Accelerate: Building Strategic Agility for a Faster-Moving World
John P. Kotter
Harvard Business Review Press (2014)
How to move quickly enough to stay ahead of the competition “in an age of tumultuous change and growing uncertainties”
I have read all of John Kotter’s books and reviewed most of them. In my opinion, no other business thinker in recent years has made a greater contribution to our understanding of what continues to be a highly competitive, tumultuous global marketplace. In his latest book, Accelerate, he explains how almost any organization can move quickly enough to stay ahead in “an age of tumultuous change and growing uncertainties.” His focus is on how to handle strategic challenges fast enough, “with agility and creativity, to take advantage of windows of opportunity which open and shut more quickly.”

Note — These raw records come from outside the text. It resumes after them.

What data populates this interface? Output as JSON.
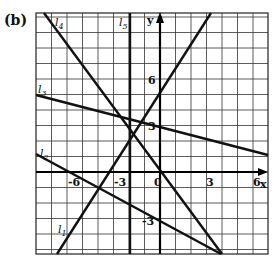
{
  "figure": {
    "part_label": "(b)",
    "axes": {
      "x_label": "x",
      "y_label": "y"
    },
    "x_ticks": [
      {
        "label": "-6",
        "px": 68,
        "py": 186
      },
      {
        "label": "-3",
        "px": 114,
        "py": 186
      },
      {
        "label": "0",
        "px": 154,
        "py": 186
      },
      {
        "label": "3",
        "px": 206,
        "py": 186
      },
      {
        "label": "6",
        "px": 253,
        "py": 186
      }
    ],
    "y_ticks": [
      {
        "label": "6",
        "px": 148,
        "py": 84
      },
      {
        "label": "3",
        "px": 148,
        "py": 130
      },
      {
        "label": "-3",
        "px": 142,
        "py": 225
      }
    ],
    "lines": [
      {
        "name": "l",
        "sub": "1",
        "x1": 57,
        "y1": 254,
        "x2": 211,
        "y2": 13,
        "lx": 58,
        "ly": 233
      },
      {
        "name": "l",
        "sub": "2",
        "x1": 36,
        "y1": 154,
        "x2": 221,
        "y2": 254,
        "lx": 40,
        "ly": 157
      },
      {
        "name": "l",
        "sub": "3",
        "x1": 36,
        "y1": 95,
        "x2": 268,
        "y2": 155,
        "lx": 38,
        "ly": 93
      },
      {
        "name": "l",
        "sub": "4",
        "x1": 44,
        "y1": 13,
        "x2": 222,
        "y2": 254,
        "lx": 55,
        "ly": 26
      },
      {
        "name": "l",
        "sub": "5",
        "x1": 130,
        "y1": 13,
        "x2": 130,
        "y2": 254,
        "lx": 119,
        "ly": 26
      }
    ]
  },
  "chart_data": {
    "type": "line",
    "title": "(b)",
    "xlabel": "x",
    "ylabel": "y",
    "xlim": [
      -8,
      7
    ],
    "ylim": [
      -5.3,
      10.3
    ],
    "grid": true,
    "x_tick_labels": [
      "-6",
      "-3",
      "0",
      "3",
      "6"
    ],
    "y_tick_labels": [
      "-3",
      "3",
      "6"
    ],
    "series": [
      {
        "name": "l1",
        "points": [
          [
            -6.6,
            -5.3
          ],
          [
            3.3,
            10.3
          ]
        ]
      },
      {
        "name": "l2",
        "points": [
          [
            -8,
            1.2
          ],
          [
            3.9,
            -5.3
          ]
        ]
      },
      {
        "name": "l3",
        "points": [
          [
            -8,
            5.0
          ],
          [
            7,
            1.1
          ]
        ]
      },
      {
        "name": "l4",
        "points": [
          [
            -7.5,
            10.3
          ],
          [
            4.0,
            -5.3
          ]
        ]
      },
      {
        "name": "l5",
        "points": [
          [
            -1.9,
            -5.3
          ],
          [
            -1.9,
            10.3
          ]
        ]
      }
    ]
  }
}
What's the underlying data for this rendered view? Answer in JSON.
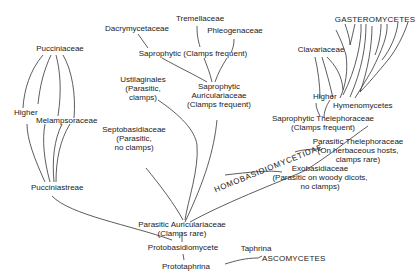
{
  "diagram": {
    "line_color": "#333333",
    "text_color": "#222222",
    "background": "#ffffff"
  },
  "labels": {
    "pucciniaceae": "Pucciniaceae",
    "higher_left": "Higher",
    "melampsoraceae": "Melampsoraceae",
    "pucciniastreae": "Pucciniastreae",
    "dacrymycetaceae": "Dacrymycetaceae",
    "tremellaceae": "Tremellaceae",
    "phleogenaceae": "Phleogenaceae",
    "saprophytic_clamps": "Saprophytic (Clamps frequent)",
    "ustilaginales": [
      "Ustilaginales",
      "(Parasitic,",
      "clamps)"
    ],
    "saprophytic_auriculariaceae": [
      "Saprophytic",
      "Auriculariaceae",
      "(Clamps frequent)"
    ],
    "septobasidiaceae": [
      "Septobasidiaceae",
      "(Parasitic,",
      "no clamps)"
    ],
    "parasitic_auriculariaceae": [
      "Parasitic Auriculariaceae",
      "(Clamps rare)"
    ],
    "protobasidiomycete": "Protobasidiomycete",
    "prototaphrina": "Prototaphrina",
    "taphrina": "Taphrina",
    "ascomycetes": "ASCOMYCETES",
    "gasteromycetes": "GASTEROMYCETES",
    "clavariaceae": "Clavariaceae",
    "higher_right": "Higher",
    "hymenomycetes": "Hymenomycetes",
    "saprophytic_thelephoraceae": [
      "Saprophytic Thelephoraceae",
      "(Clamps frequent)"
    ],
    "homobasidiomycetidae": "HOMOBASIDIOMYCETIDAE",
    "parasitic_thelephoraceae": [
      "Parasitic Thelephoraceae",
      "(On herbaceous hosts,",
      "clamps rare)"
    ],
    "exobasidiaceae": [
      "Exobasidiaceae",
      "(Parasitic on woody dicots,",
      "no clamps)"
    ]
  }
}
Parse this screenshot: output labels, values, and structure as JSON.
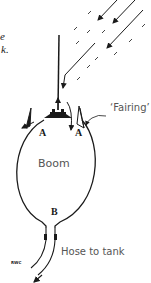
{
  "figure": {
    "caption_fragments": [
      "e",
      "k."
    ],
    "labels": {
      "boom": "Boom",
      "fairing": "‘Fairing’",
      "hose": "Hose to tank",
      "point_a_left": "A",
      "point_a_right": "A",
      "point_b": "B",
      "initials": "RWC"
    },
    "icons": [
      "airflow-arrow-icon",
      "flow-arrow-icon",
      "nozzle-icon"
    ],
    "colors": {
      "ink": "#1a1a1a",
      "label_gray": "#555555",
      "background": "#ffffff"
    }
  }
}
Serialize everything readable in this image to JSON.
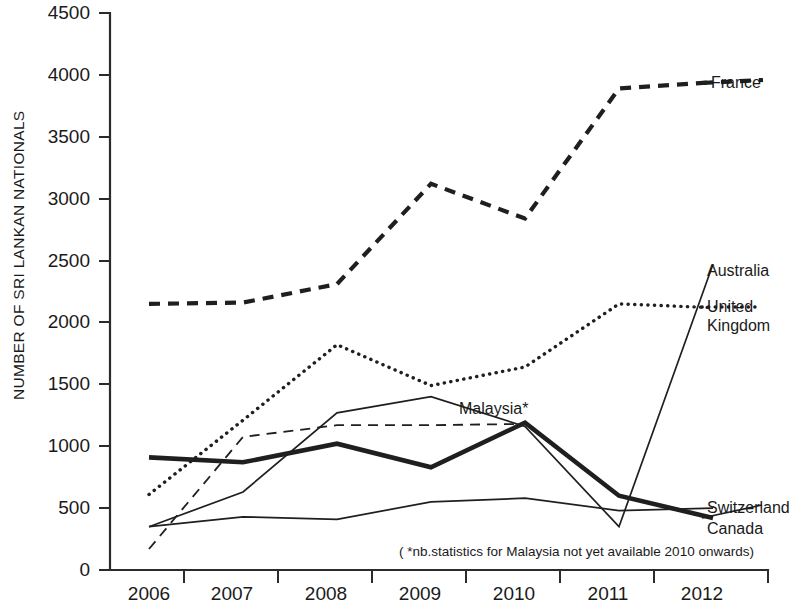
{
  "chart_data": {
    "type": "line",
    "title": "",
    "xlabel": "",
    "ylabel": "NUMBER OF SRI LANKAN NATIONALS",
    "categories": [
      "2006",
      "2007",
      "2008",
      "2009",
      "2010",
      "2011",
      "2012"
    ],
    "ylim": [
      0,
      4500
    ],
    "yticks": [
      0,
      500,
      1000,
      1500,
      2000,
      2500,
      3000,
      3500,
      4000,
      4500
    ],
    "grid": false,
    "legend_position": "right-inline-labels",
    "annotations": [
      "( *nb.statistics for Malaysia not yet available 2010 onwards)"
    ],
    "series": [
      {
        "name": "France",
        "style": "dashed-heavy",
        "values": [
          2150,
          2160,
          2310,
          3120,
          2840,
          3890,
          3940
        ]
      },
      {
        "name": "United Kingdom",
        "style": "dotted",
        "values": [
          610,
          1210,
          1820,
          1490,
          1640,
          2150,
          2120
        ]
      },
      {
        "name": "Australia",
        "style": "thin",
        "values": [
          350,
          630,
          1270,
          1400,
          1160,
          350,
          2470
        ]
      },
      {
        "name": "Malaysia*",
        "style": "dashed-light",
        "values": [
          170,
          1075,
          1170,
          1170,
          1180,
          null,
          null
        ]
      },
      {
        "name": "Canada",
        "style": "thick",
        "values": [
          910,
          870,
          1020,
          830,
          1190,
          600,
          420
        ]
      },
      {
        "name": "Switzerland",
        "style": "thin",
        "values": [
          350,
          430,
          410,
          550,
          580,
          480,
          500
        ]
      }
    ]
  },
  "axis": {
    "y_title": "NUMBER OF SRI LANKAN NATIONALS",
    "y_tick_labels": [
      "4500",
      "4000",
      "3500",
      "3000",
      "2500",
      "2000",
      "1500",
      "1000",
      "500",
      "0"
    ],
    "x_tick_labels": [
      "2006",
      "2007",
      "2008",
      "2009",
      "2010",
      "2011",
      "2012"
    ]
  },
  "labels": {
    "france": "France",
    "australia": "Australia",
    "united_kingdom_line1": "United",
    "united_kingdom_line2": "Kingdom",
    "malaysia": "Malaysia*",
    "switzerland": "Switzerland",
    "canada": "Canada",
    "footnote": "( *nb.statistics for Malaysia not yet available 2010 onwards)"
  },
  "colors": {
    "ink": "#1f1f1f",
    "background": "#ffffff"
  }
}
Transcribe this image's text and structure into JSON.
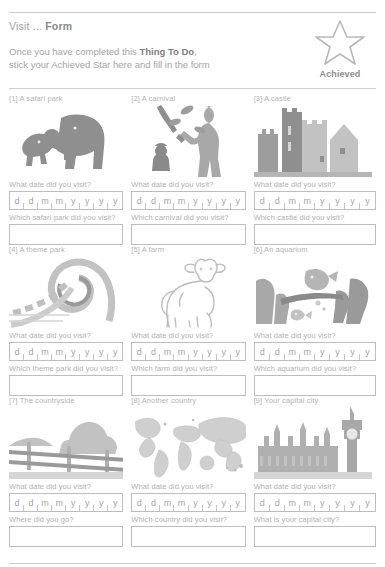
{
  "header": {
    "title_prefix": "Visit ... ",
    "title_bold": "Form",
    "intro_line1_a": "Once you have completed this ",
    "intro_line1_bold": "Thing To Do",
    "intro_line1_b": ",",
    "intro_line2": "stick your Achieved Star here and fill in the form",
    "star_label": "Achieved",
    "star_icon": "star-outline-icon"
  },
  "date_placeholder_chars": [
    "d",
    "d",
    "m",
    "m",
    "y",
    "y",
    "y",
    "y"
  ],
  "cells": [
    {
      "label": "[1] A safari park",
      "art_icon": "elephant-silhouette-icon",
      "date_question": "What date did you visit?",
      "text_question": "Which safari park did you visit?",
      "text_value": ""
    },
    {
      "label": "[2] A carnival",
      "art_icon": "juggler-silhouette-icon",
      "date_question": "What date did you visit?",
      "text_question": "Which carnival did you visit?",
      "text_value": ""
    },
    {
      "label": "[3] A castle",
      "art_icon": "castle-silhouette-icon",
      "date_question": "What date did you visit?",
      "text_question": "Which castle did you visit?",
      "text_value": ""
    },
    {
      "label": "[4] A theme park",
      "art_icon": "rollercoaster-loop-icon",
      "date_question": "What date did you visit?",
      "text_question": "Which theme park did you visit?",
      "text_value": ""
    },
    {
      "label": "[5] A farm",
      "art_icon": "lamb-outline-icon",
      "date_question": "What date did you visit?",
      "text_question": "Which farm did you visit?",
      "text_value": ""
    },
    {
      "label": "[6] An aquarium",
      "art_icon": "underwater-fish-rocks-icon",
      "date_question": "What date did you visit?",
      "text_question": "Which aquarium did you visit?",
      "text_value": ""
    },
    {
      "label": "[7] The countryside",
      "art_icon": "fence-trees-landscape-icon",
      "date_question": "What date did you visit?",
      "text_question": "Where did you go?",
      "text_value": ""
    },
    {
      "label": "[8] Another country",
      "art_icon": "world-map-icon",
      "date_question": "What date did you visit?",
      "text_question": "Which country did you visit?",
      "text_value": ""
    },
    {
      "label": "[9] Your capital city",
      "art_icon": "big-ben-parliament-silhouette-icon",
      "date_question": "What date did you visit?",
      "text_question": "What is your capital city?",
      "text_value": ""
    }
  ],
  "colors": {
    "ink": "#a0a0a0",
    "rule": "#c9c9c9",
    "border": "#bdbdbd",
    "art_dark": "#8f8f8f",
    "art_mid": "#b5b5b5",
    "art_light": "#d5d5d5"
  }
}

What Kotter proposes is an appropriate, integrated, and coordinated balance of two quite different approaches to both perils and opportunities: the traditional management-driven hierarchy and the entrepreneurial innovation-driven network. As he explains, “What we need today is a powerful new element to address the challenges posed by mounting complexity and rapid change. The solution, which I have seen work astonishingly well, is a second system that is organized as a network – more like a start-up’s solar system than a mature organization’s Giza pyramid – that can create agility and speed. It powerfully complements rather than overburdens a more mature organization’s hierarchy, thus freeing the latter to do what it’s optimized to do.”
Of special interest to me is his assertion that the best results of business initiatives are achieved with a “dual system.” That is, one whose structure effectively coordinates traditional, stable hierarchy with an entrepreneurial, dynamic network. He believes – and I agree – that, with effective leadership, they are interdependent. Order, structure, and stability do not preclude experimentation, creativity, and innovation. Only with a dual system such as the one that Kotter proposes can an organization reinvent itself, even transform itself, without disrupting the continuity of its essential relationships and sources of revenue.
These are among the dozens of business subjects and issues of special interest and value to me, also listed to indicate the scope of Kotter’s coverage.
o From Networks to Hierarchies (Pages 5-8)
o The Limits of Management — Driven Hierarchies (8-12)
o A Dual Operating System’s Principles (23-27)
o The Eight Accelerators (27-34)
Note: Kotter discusses them in detail on Pages 82-103)
o Reality Versus Beliefs (52-56)
o Management Is Not Leadership (59-64)
o The Life Cycle of Corporations (65-72)
Note: For different perspectives, I suggest you check out Ichak Adzes’ Corporate Lifecycles: How and Why Corporations Grow and Die and What to Do About It.
o The Five Principles: (78-81)
o The Secret Sauce for Kick-Starting Acceleration (111)
o Looking Outward, Open Minded (117-121)
o The Place to Start: Possibilities and Opportunity (132-138)
o Creating the “Big Opportunity” Statement (139-142)
o Answers to some of the most common questions about the dual structure (154-172)
Readers will appreciate Kotter’s provision of two appendices: The first is a self-assessment in response to the question, “Can Your ‘Best Practices’ Save You?” and the second, also a self-assessment, is in response to the question, “Do You Need to Take Action Now?” Kotter creates a context, a frame of reference, for each Q&A. I urge those who complete these assessments to respond candidly. I also presume to suggest having a lined notebook near at hand when reading this book. I always do, recording notes with page references to supplement highlighting passages. Responses to the two assessments can be recorded in the notebook, also. Just a thought….
Obviously no brief commentary such as mine can possibly do full justice to the wealth of information, insights, and counsel provided in this volume. However, I hope I have at least suggested why I think so highly of it and of its author. It remains for each reader to determine which of the material responds most directly to the needs, interests, goals, objectives, and resources of the given enterprise. The dual system that John Kotter proposes requires an appropriate, integrated balance of two systems: traditional, stable hierarchy with an innovative, dynamic network. However, they share the same strategic objective: being able to respond effectively challenges fast enough, “with agility and creativity, to take advantage of windows of opportunity which open and shut more quickly.”